Others have already done what strikes me as a reasonable job of answering your first question, so I'm going to concentrate on your second question. Here's a rough idea of one way to structure a CPU.

This is assuming a CPU on the general order of an x86, where many operations specify a source and a destination register, where the source field really specifies both a source and a destination. That is, you take the specified source and destination registers as inputs, modify them as specified in the instruction, and deposit the result in the specified destination.
So in this picture, I haven't tried to show the instruction decoder, just the three primary fields: the source, destination, and op-code fields. The source and destination fields each choose a register to read from, and feed into all the functional units. The op-code field then chooses which of those results to keep. The destination field is also fed to a demultiplexer to choose which register to write the result to.
For a CPU that has separate fields for source 1, source 2, and destination, the destination field would connect to the demultiplexer, and the source 1 and source 2 fields would connect to the first two multiplexers.
Side note: the technique of feeding the operands to all the execution units and using a multiplexer to choose which of those to keep is used primarily in relatively small CPUs, at least in my experience. For a couple of examples, this is used in both the 6502 and (at least some versions of) the Xilinx Picoblaze.
For "larger" CPUs, you could use a demux connected to the op-code field, feeding an enable line for each execution unit. In this case, you could use pull-downs on the outputs, and wire-or the results.
Of course, a modern high-end CPU has a considerably more complex structure. In particular, with multiple instructions executing concurrently, your results will normally be written to a large bank of rename registers, with a separate demux for each execution unit1, so in one cycle you might do an addition that deposits its result in one register and also a multiplication that deposits its result in a different register.
Oh, and of course, this is only showing a subset of the real instructions. In a real CPU, you'd typically have a fair number more. Likewise you might easily have more than 8 registers. This doesn't really affect the structure though, just the widths of the mux/demuxers.
1. Well, since those wide muxes and demuxes can be fairly expensive, you typically don't actually have a separate demux for each execution unit. Rather, you might have, say, half a dozen or so groups of execution units, each with a demux to choose its destination, allowing up to six instructions to execute in parallel.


## Aim of the exercise
Omit the pictures and retype only the lines from the one containing "Locate an element" through the end of the listing, both ends included.
[[ Supplied material, beginning ]]
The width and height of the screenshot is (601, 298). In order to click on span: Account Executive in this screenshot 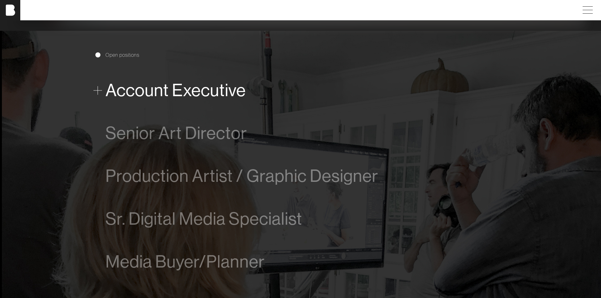, I will do `click(176, 90)`.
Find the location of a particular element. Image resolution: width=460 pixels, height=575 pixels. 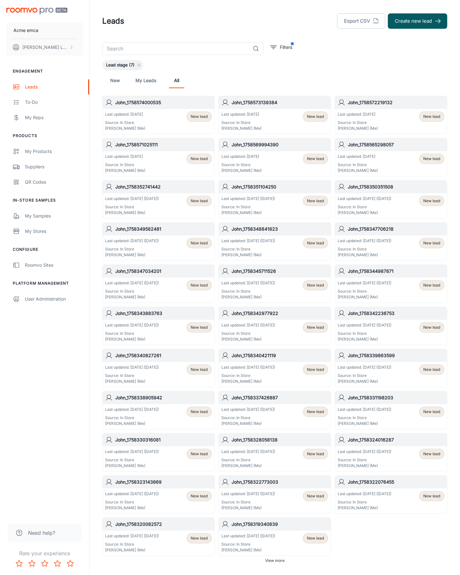

h6: John_1758323143669 is located at coordinates (163, 482).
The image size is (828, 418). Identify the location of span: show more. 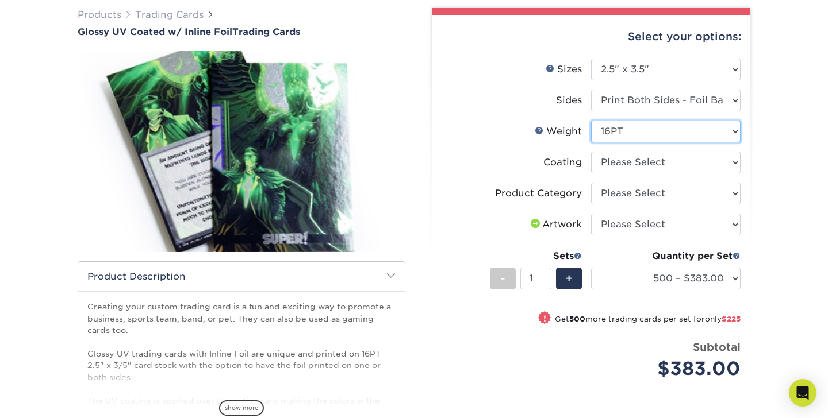
(241, 408).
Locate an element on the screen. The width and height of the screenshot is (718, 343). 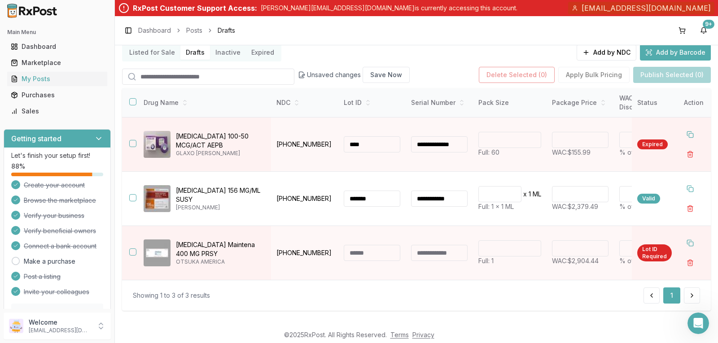
th: Action is located at coordinates (693, 103).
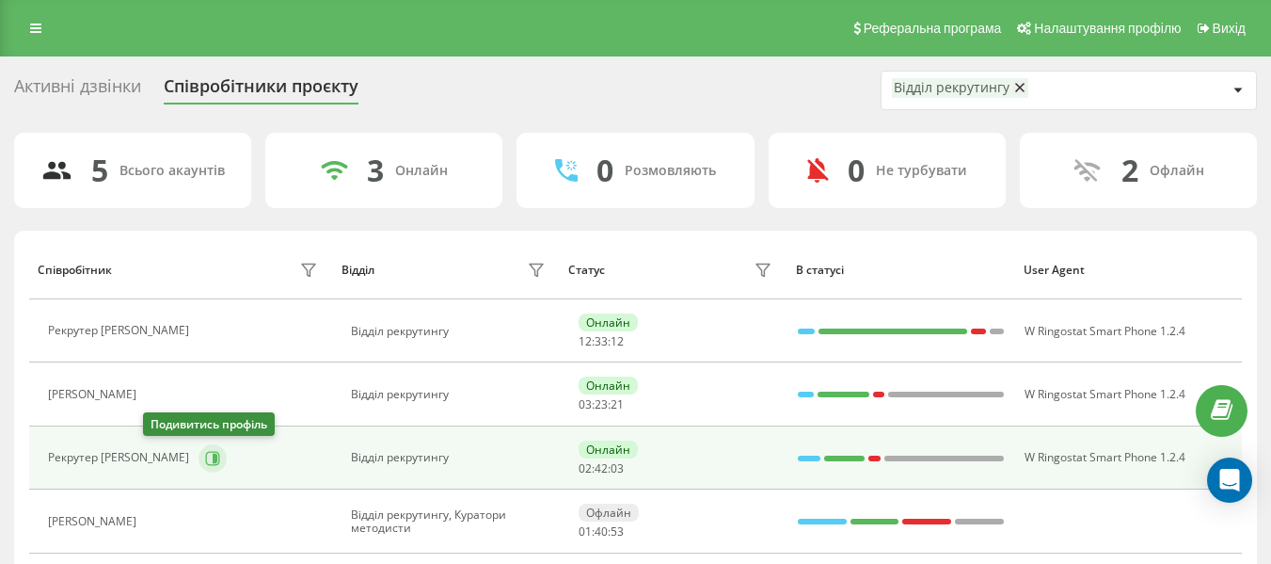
[[ Supplied material, end ]]
## Completed exercise
Locate an element on the screen. The width and height of the screenshot is (718, 343). 
th: Action is located at coordinates (693, 103).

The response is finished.